Future generations of doctors will face different challenges than I did. When I started training, disease was easier to spot than it is now.
Today, the line between sickness and wellness has blurred–and it gets blurrier all the time. The quantified self movement stands to make this worse.
In a profit-driven healthcare climate, disease feeds the business model. One way to drive sales of drugs and procedures is to create more diseases. And to do that, one has only to medicalize the human condition.
Why doctors (and patients) discount the resilience of the human body perplexes me.
I had the pleasure of meeting Dr. Allen Frances at a Lown Institute meeting this year. He is an emeritus professor in Psychiatry at Duke and an outspoken voice against overdiagnosis and overtreatment in mental health.
It’s less than two minutes, and it’s a metaphor for what ails much of our broken healthcare system.
Remember…When we overdiagnosis and overtreat, we have less attention and resources to treat those with real illness.
JMM
4 replies on “What is normal and what is disease?”
The “disease ” model is problematical in light of new and relevant epigenetic research that demonstrates the changes in DNA over the lifespan due to environmental, physical illness, stress and other factors. These changes are also reversible due to plasticity. I think we need to re-think how we categorize such processes as schizophrenia before we classify it as a “disease”. It is more of complex process involving genetic, environmental, metabolic and other dynamics.
I agree. However the current CMS “solution” to the “unreasonable high cost” of American medicine is “prevention”. Efforts towards prevention has created the search for finding and treating many preconditions such as”prehypertension”, “prediabetes” and lab values like cholesterol,
vita min D levels, bone density scores,PSA, CRP, benign colon polyps,
asymptomatic atherosclerosis, mild COPD, ect .This makes the suggestion noted in the video to test, diagnose and prescribe only significant conditions a dilemma for the physicians who must comply with CMS preventive care algorithms to receive payment for services.
[…] just more diagnoses and extended diagnoses to pick from. We are well on our way to codifying the human condition. We have even medicalized things like “bizarre personal appearance.” That diagnosis is […]
Much of what Dr. Francis says reminds me of much of what Dr. Thomas Szasz emphasized for many years.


If an entry includes an image, drop the image and copy the rest verbatim.

Extracted data entries
* * *
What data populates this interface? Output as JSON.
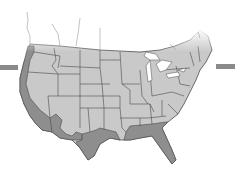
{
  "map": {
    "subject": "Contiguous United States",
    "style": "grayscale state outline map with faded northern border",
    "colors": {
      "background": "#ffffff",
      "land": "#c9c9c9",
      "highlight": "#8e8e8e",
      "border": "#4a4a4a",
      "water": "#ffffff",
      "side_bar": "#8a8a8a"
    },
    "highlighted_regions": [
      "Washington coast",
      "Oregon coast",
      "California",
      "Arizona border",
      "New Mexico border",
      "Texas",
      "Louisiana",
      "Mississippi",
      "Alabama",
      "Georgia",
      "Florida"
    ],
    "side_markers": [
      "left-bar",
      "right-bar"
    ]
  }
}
* * *
(THE ANSWER)
What data populates this interface? Output as JSON.
{
  "map": {
    "subject": "Contiguous United States",
    "style": "grayscale state outline map with faded northern border",
    "colors": {
      "background": "#ffffff",
      "land": "#c9c9c9",
      "highlight": "#8e8e8e",
      "border": "#4a4a4a",
      "water": "#ffffff",
      "side_bar": "#8a8a8a"
    },
    "highlighted_regions": [
      "Washington coast",
      "Oregon coast",
      "California",
      "Arizona border",
      "New Mexico border",
      "Texas",
      "Louisiana",
      "Mississippi",
      "Alabama",
      "Georgia",
      "Florida"
    ],
    "side_markers": [
      "left-bar",
      "right-bar"
    ]
  }
}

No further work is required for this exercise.